Pages and pages have been written lately about the future of the American Birding Association—some of it fairly pessimistic, some of it quite optimistic. Recent posts have tended toward the latter, which is reason for hope.
I don't have a lot to add to the chorus of voices suggesting how to save the organization, but I do want to make one suggestion to the ABA as a whole, and especially to the incoming president/CEO: Please make it fun.
I've been an ABA member since the mid-1980s. Back then I was trying my level best to fit in with the more experienced birders I encountered. I knew then (and still know) what it's like as a bird watcher to feel not good enough to "hang" with the big dogs. That's a problem that's plagued the ABA almost since its inception: new bird enthusiasts not feeling comfortable joining because they felt inadequate in skill level and experience.
I've heard other things named as THE reason for the ABA's decline.
"It's just a club for listers!"
"Is it a conservation group or a birding group or both?"
"All that super-difficult bird ID stuff in Birding magazine is way over my head."
"The conferences are too expensive."
"It just doesn't matter like it once did."
"It's too serious!"
That last reason may be closer to the mark than any of the other ones.
In the fall of 2008, I participated in a facilitated visioning session for the ABA. The half-dozen of us in the session worked for an entire day discussing what the ABA had done in the past, what it was doing currently, and what it might do in the future to maintain and enhance its standing in the North American birding community. I thought (as did the facilitator, and most of my fellow volunteer participants) that we came up with some really great ideas and recommendations. Sadly nothing ever came of our work—at least not yet.
If all of our recommendations could be summarized in one central theme, it would be to make being a member of the American Birding Association an engagingly fun experience.
An enormous factor in being a bird watcher for most of us is the social connection we enjoy with others who share our interest. When I look at my actual, real-world friends, most of them are birders. When I look at my Facebook "friends," the same is true.
However, being connected hasn't always been so easy.
As a young birder in the 1970s, I had no clue that there were others my age who shared my interest in birds. It wasn't until I joined a local bird club that I connected with fellow bird watchers, albeit much older than I.
In 1978, my family started Bird Watcher's Digest. We reached out through the mail to bird clubs and newspaper columnists writing about birds and nature in order to find content and subscribers. The ABA was newly formed, too, but not yet a well-known entity.
In the fall of 1979, when I went to band hawks as a volunteer in Cape May, New Jersey, I found out that there were people who did bird stuff for a living! Five or so years later, I discovered the American Birding Association and I attended my first ABA convention in 1990 in Fort Collins, CO.
Today it's far easier to find and connect with others who share our special interest. The ABA, if it is to survive and grow, needs to facilitate these connections. And it needs to make sure that EVERYONE is invited, and that EVERYONE is having fun. Like the host of a really awesome party, where everyone is having such a blast that they never want to leave.
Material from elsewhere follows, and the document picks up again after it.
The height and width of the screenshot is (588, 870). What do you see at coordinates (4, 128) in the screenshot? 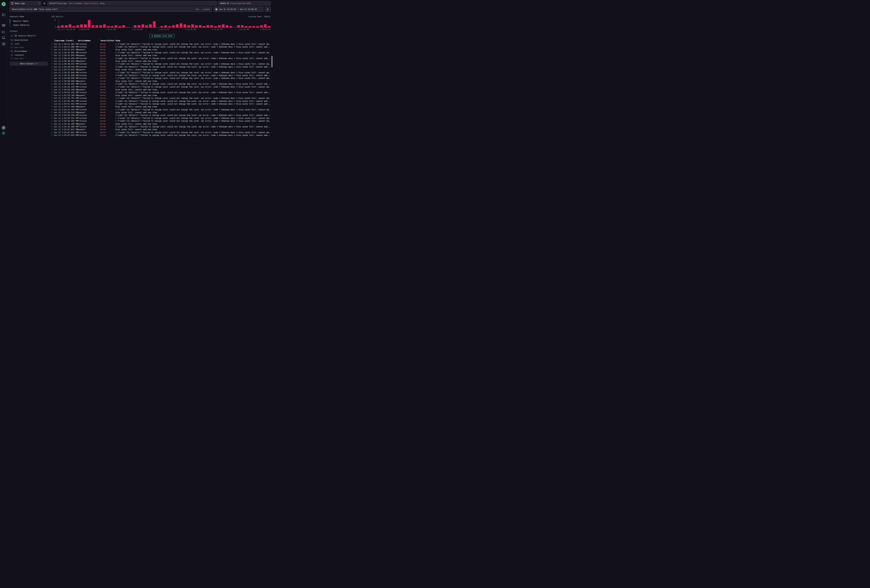
I see `help-button: ?` at bounding box center [4, 128].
Think this is vacuous? Perhaps it is. But it's worked for me here at Bird Watcher's Digest, in the content we create, and in the events that we coordinate.
Certainly the ABA needs to promote responsible birding. It needs to publish important data. It needs to support the development of the birders of tomorrow. It needs to figure out how to run itself like a business with good financial decisions and an elimination of the conflicts among membership, staff, and board. It needs to figure out how accomplish all these things AND how to be relevant in a world where everyone can be connected all of the time.
Make it fun, and all of these challenges will be easier to overcome. People have so many choices for spending their time, attention, and money. We humans are social creatures. We tend to gravitate to things that make us feel good. As bird watchers we might even need a bit more "feel-good" stuff since we've only recently emerged from the socially stigmatized days of Miss Jane Hathaway. A fun ABA will attract more members, which will help the organization become more relevant, which will attract more members...
Here's hoping that the months and years ahead will see a lot of F-U-N put into everything the ABA does. I, for one, believe that the hobby of birding needs the happy sense of belonging that a healthy and engaged ABA can offer. And so I'm going to do what I can to help things move in that direction.